Book Image

Hands-On Continuous Integration and Delivery

By : Jean-Marcel Belmont
Book Image

Hands-On Continuous Integration and Delivery

By: Jean-Marcel Belmont

Overview of this book

Hands-On Continuous Integration and Delivery starts with the fundamentals of continuous integration (CI) and continuous delivery (CD) and where it fits in the DevOps ecosystem. You will explore the importance of stakeholder collaboration as part of CI/CD. As you make your way through the chapters, you will get to grips with Jenkins UI, and learn to install Jenkins on different platforms, add plugins, and write freestyle scripts. Next, you will gain hands-on experience of developing plugins with Jenkins UI, building the Jenkins 2.0 pipeline, and performing Docker integration. In the concluding chapters, you will install Travis CI and Circle CI and carry out scripting, logging, and debugging, helping you to acquire a broad knowledge of CI/CD with Travis CI and CircleCI. By the end of this book, you will have a detailed understanding of best practices for CI/CD systems and be able to implement them with confidence.
Table of Contents (18 chapters)

Jenkins plugins explained

Jenkins CI already provides certain functionality, including building, deploying, and automating software projects. Any additional behavior that you want out of Jenkins is generally provided by the large plugin ecosystem in Jenkins.

Why are plugins useful?

The purpose of plugins/extensions in software is to add specific functionality to a software component. Web browsers such as Chrome have extensions that extend the functionality of the browser and Firefox has add-ons that serve the same purpose as extensions in Chrome. There also exist plugins in other software systems, but we will specifically focus on plugins in Jenkins.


> [Problem to work on] Your answer should consist of the lines in the following data that contain "type".

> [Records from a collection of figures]
• • • • • • •

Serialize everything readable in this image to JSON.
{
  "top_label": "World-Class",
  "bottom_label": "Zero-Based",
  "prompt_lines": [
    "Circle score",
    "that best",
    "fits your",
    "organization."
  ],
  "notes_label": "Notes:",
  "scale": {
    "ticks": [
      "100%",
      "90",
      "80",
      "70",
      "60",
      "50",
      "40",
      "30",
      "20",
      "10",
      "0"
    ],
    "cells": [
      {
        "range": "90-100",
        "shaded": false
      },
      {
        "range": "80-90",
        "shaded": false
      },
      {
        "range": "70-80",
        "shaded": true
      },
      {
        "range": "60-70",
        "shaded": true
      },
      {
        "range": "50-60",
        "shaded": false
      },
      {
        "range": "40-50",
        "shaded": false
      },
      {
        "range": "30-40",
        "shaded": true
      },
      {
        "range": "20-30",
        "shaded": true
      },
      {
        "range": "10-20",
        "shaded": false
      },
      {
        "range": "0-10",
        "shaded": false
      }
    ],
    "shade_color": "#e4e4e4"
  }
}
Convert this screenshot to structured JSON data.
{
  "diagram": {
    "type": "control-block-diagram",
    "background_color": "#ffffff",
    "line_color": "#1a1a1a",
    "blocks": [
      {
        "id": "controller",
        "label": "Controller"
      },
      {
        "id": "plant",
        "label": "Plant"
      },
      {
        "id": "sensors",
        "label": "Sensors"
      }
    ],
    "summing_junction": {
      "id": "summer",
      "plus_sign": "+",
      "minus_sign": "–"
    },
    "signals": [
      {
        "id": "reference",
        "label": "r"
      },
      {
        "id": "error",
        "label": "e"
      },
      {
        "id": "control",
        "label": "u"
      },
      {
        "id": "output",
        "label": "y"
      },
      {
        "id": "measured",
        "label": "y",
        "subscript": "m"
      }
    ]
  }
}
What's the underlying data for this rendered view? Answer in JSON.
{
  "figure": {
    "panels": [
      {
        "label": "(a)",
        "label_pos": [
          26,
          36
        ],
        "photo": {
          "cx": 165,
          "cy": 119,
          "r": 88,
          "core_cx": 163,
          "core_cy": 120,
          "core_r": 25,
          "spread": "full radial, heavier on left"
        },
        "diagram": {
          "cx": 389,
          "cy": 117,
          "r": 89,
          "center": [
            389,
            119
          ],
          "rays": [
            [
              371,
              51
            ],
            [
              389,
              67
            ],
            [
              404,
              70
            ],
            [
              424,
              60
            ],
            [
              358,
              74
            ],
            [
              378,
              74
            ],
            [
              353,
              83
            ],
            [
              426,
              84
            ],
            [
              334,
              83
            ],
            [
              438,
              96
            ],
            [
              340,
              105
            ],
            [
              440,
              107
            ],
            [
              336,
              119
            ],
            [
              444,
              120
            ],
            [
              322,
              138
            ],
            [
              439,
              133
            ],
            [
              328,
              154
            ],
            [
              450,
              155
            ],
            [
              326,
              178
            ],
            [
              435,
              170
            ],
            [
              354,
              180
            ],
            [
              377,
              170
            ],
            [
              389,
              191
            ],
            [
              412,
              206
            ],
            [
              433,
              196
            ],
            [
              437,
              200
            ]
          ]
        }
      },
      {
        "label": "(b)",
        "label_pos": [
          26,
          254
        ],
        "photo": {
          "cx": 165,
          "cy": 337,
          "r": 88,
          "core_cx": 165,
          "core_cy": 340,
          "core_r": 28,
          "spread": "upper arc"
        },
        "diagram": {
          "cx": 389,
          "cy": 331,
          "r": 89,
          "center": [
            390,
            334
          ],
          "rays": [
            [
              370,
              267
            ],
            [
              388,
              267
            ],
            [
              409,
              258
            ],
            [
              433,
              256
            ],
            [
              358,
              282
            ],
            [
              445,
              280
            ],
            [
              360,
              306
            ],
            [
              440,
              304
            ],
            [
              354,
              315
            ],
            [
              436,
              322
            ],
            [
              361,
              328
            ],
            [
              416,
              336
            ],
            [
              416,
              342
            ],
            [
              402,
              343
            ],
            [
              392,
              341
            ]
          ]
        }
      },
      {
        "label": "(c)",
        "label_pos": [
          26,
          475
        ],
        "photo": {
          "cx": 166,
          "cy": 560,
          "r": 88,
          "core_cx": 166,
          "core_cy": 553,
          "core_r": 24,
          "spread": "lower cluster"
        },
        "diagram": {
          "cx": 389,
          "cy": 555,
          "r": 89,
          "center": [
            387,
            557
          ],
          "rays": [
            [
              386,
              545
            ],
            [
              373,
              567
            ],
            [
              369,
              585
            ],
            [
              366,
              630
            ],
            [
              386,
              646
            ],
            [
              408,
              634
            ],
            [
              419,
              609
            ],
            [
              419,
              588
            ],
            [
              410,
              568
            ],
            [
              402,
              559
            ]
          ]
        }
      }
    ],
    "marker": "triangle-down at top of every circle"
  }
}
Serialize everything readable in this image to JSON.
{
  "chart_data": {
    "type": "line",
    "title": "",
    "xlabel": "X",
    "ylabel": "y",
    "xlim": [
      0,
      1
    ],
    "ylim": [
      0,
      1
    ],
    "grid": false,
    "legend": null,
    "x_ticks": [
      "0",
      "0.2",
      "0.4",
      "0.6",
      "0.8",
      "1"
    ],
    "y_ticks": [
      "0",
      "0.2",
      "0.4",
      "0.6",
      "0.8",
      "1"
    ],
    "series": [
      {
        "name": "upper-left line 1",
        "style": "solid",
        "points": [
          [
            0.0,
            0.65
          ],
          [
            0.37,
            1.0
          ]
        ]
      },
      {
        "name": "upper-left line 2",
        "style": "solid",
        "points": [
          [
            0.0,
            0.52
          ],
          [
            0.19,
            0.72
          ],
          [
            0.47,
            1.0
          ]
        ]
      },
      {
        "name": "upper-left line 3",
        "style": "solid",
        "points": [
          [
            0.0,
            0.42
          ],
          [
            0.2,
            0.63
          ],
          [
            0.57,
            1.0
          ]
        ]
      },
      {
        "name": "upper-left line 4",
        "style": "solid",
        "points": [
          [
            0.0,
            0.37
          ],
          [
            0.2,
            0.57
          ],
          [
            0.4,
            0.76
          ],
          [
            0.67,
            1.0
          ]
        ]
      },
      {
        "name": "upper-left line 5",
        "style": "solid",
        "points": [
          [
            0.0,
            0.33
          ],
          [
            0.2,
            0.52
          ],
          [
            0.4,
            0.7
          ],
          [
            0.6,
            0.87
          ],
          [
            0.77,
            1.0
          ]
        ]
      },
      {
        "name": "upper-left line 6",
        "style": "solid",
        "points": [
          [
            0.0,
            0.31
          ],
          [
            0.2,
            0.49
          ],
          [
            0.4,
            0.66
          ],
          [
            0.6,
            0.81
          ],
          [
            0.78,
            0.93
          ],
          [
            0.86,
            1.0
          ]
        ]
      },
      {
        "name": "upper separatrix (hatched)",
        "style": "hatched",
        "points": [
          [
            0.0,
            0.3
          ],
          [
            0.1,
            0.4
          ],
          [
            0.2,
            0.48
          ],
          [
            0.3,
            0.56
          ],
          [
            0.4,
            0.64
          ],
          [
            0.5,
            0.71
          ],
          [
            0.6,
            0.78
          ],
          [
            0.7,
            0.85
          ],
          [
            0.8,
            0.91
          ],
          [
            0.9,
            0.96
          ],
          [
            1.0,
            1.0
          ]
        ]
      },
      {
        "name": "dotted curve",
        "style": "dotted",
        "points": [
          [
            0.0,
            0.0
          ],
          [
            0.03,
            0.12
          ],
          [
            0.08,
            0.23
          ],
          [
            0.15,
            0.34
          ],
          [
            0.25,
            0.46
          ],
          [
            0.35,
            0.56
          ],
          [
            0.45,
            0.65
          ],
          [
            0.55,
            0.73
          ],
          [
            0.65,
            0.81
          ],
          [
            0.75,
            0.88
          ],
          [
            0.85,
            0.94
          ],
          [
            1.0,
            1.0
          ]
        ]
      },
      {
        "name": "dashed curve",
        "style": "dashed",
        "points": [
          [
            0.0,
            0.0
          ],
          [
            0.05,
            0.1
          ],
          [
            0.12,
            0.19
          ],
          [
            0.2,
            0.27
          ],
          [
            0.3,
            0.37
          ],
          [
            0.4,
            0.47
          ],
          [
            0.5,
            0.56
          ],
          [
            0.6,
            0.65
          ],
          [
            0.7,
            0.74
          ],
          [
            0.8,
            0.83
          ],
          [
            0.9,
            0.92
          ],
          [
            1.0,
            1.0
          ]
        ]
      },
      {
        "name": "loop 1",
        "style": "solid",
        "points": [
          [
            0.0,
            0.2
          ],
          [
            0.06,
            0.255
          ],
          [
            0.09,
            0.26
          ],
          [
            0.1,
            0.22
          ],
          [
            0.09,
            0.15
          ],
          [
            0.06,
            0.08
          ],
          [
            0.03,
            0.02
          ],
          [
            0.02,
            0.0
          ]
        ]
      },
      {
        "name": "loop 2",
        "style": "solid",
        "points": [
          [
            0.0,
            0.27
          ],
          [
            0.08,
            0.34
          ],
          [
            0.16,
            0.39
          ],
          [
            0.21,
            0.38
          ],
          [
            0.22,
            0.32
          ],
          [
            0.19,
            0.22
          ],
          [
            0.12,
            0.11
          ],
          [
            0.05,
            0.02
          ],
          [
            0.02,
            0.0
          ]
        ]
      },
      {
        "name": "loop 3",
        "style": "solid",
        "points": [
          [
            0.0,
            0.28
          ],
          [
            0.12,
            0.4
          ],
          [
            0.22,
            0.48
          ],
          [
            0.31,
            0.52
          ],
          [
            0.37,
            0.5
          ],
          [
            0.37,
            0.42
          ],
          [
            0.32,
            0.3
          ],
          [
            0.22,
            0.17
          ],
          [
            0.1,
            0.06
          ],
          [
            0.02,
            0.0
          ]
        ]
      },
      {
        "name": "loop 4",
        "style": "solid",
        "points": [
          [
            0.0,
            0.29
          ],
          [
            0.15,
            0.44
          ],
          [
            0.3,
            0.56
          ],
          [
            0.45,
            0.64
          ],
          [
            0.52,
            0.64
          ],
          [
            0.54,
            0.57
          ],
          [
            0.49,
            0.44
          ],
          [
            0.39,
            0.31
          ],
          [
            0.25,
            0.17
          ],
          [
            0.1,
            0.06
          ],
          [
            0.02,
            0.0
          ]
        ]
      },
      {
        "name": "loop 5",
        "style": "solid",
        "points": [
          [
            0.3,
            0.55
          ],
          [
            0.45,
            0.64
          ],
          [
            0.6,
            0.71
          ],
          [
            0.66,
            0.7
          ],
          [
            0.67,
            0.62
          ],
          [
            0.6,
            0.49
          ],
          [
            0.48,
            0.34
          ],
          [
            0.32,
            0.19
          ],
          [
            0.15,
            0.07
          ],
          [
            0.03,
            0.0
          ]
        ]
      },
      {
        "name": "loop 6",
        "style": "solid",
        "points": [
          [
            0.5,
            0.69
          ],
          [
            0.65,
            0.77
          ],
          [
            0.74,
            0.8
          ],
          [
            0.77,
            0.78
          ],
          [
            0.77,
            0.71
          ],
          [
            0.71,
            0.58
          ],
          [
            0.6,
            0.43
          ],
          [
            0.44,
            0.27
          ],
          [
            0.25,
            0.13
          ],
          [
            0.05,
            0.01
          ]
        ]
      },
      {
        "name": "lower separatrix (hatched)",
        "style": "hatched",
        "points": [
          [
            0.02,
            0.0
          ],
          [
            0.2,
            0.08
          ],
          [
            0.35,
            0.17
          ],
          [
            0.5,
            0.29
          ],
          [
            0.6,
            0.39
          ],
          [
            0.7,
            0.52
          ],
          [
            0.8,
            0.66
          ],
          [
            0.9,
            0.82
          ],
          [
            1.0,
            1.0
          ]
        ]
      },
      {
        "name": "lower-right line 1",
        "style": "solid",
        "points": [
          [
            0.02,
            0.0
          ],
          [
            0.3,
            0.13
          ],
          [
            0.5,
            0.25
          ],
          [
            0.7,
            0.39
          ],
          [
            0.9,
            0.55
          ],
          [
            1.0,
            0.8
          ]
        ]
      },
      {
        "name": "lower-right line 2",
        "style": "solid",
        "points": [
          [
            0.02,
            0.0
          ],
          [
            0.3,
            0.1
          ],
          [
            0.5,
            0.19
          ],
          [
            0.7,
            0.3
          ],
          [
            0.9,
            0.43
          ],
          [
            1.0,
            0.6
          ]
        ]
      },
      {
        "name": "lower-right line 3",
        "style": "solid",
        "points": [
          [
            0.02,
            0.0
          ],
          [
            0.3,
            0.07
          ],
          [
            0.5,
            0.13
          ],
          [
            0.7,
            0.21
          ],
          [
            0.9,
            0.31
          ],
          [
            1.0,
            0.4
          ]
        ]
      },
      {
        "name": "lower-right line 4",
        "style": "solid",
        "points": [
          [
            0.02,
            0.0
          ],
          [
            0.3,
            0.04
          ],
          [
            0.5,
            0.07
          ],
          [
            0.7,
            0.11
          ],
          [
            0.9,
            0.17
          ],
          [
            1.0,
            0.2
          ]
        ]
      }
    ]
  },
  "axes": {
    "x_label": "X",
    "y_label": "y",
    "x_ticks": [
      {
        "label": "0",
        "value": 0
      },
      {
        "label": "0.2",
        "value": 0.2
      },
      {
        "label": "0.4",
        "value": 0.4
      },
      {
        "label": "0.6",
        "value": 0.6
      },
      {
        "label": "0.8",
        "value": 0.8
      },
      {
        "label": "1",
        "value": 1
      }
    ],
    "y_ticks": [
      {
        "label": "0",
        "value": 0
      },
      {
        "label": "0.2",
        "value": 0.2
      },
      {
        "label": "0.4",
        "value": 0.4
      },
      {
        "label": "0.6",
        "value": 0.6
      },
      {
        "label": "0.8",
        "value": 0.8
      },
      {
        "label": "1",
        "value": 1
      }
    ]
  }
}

• • • • • • •

> [Reply]
    "type": "control-block-diagram",
    "type": "line",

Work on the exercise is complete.